:: SUPPLIED MATERIAL
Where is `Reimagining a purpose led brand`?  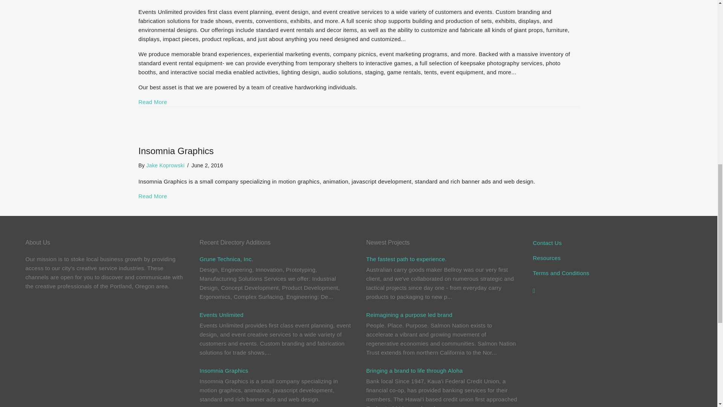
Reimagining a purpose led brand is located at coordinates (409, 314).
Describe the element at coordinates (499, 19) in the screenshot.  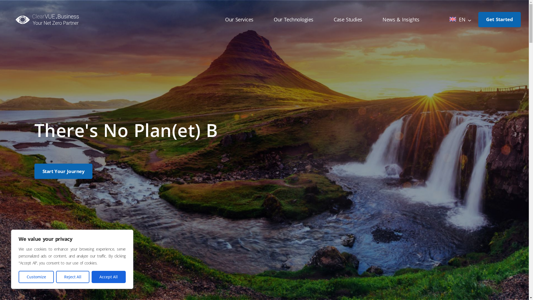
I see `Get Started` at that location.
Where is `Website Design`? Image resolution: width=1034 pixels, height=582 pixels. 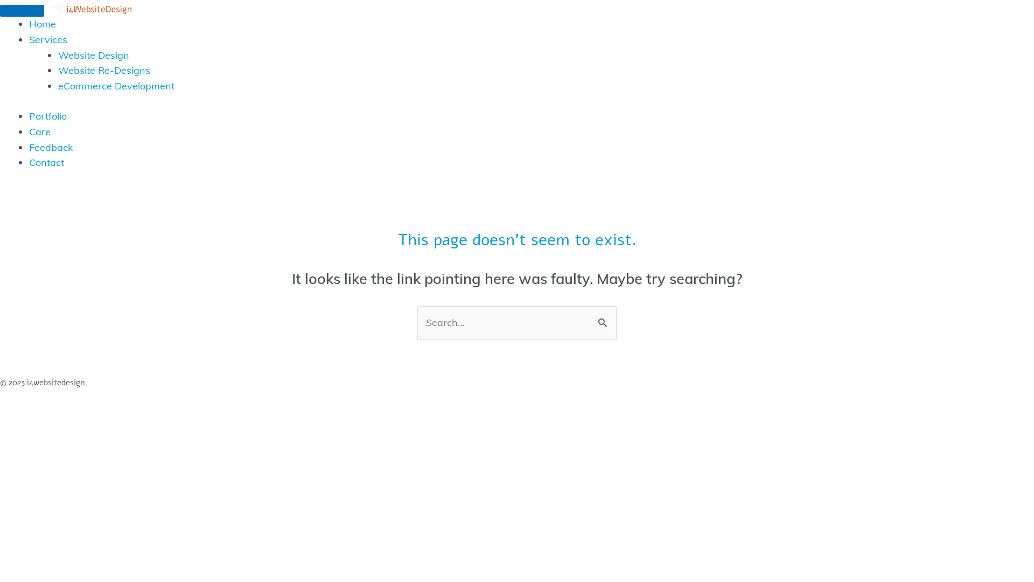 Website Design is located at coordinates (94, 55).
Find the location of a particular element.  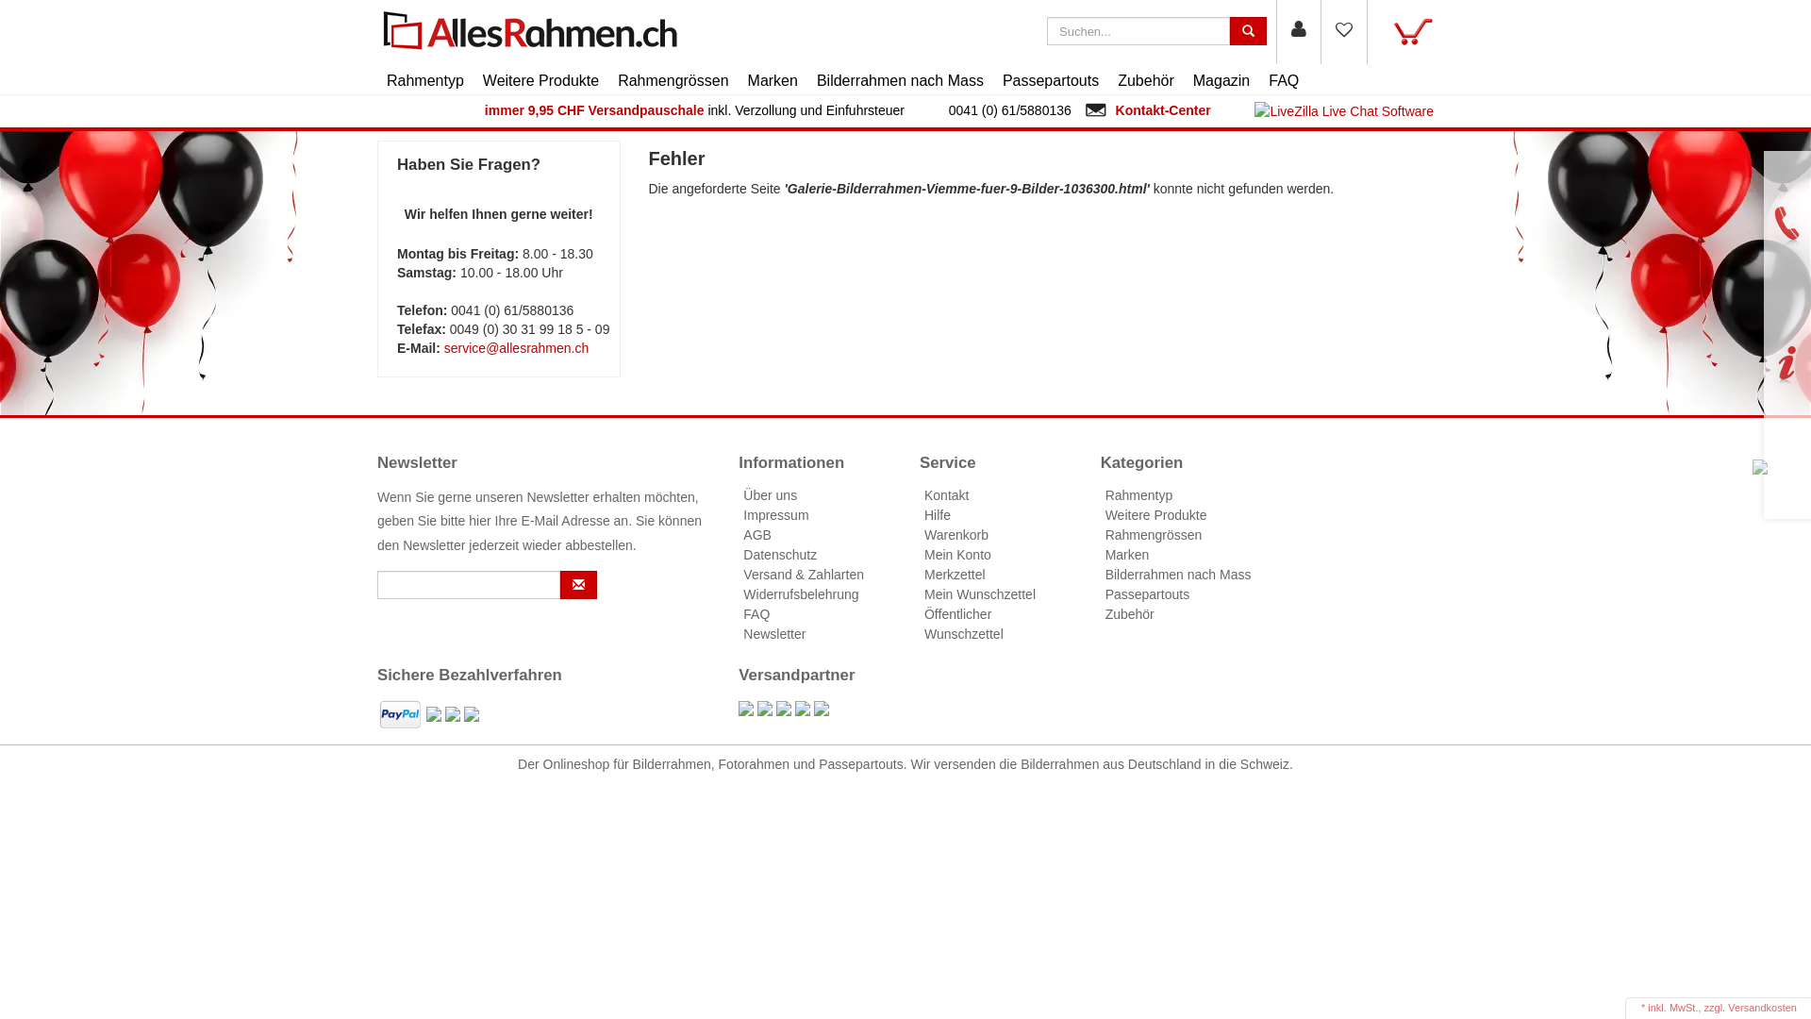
::::
:: SUPPLIED MATERIAL
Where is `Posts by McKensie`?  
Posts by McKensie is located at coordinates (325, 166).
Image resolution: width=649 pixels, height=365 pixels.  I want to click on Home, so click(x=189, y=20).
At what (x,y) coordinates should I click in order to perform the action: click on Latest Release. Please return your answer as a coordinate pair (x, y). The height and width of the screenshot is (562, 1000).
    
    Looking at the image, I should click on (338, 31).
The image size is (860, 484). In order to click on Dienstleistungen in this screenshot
::::
* **WHAT THE TASK ASKS**
Would you please repeat exactly the lines above, starting at the line with "Image resolution: width=649" and stopping at the line with "The image size", both included?

* **ANSWER FOR THIS EXERCISE**
Image resolution: width=649 pixels, height=365 pixels.  I want to click on Home, so click(x=189, y=20).
At what (x,y) coordinates should I click in order to perform the action: click on Latest Release. Please return your answer as a coordinate pair (x, y). The height and width of the screenshot is (562, 1000).
    
    Looking at the image, I should click on (338, 31).
The image size is (860, 484). In order to click on Dienstleistungen in this screenshot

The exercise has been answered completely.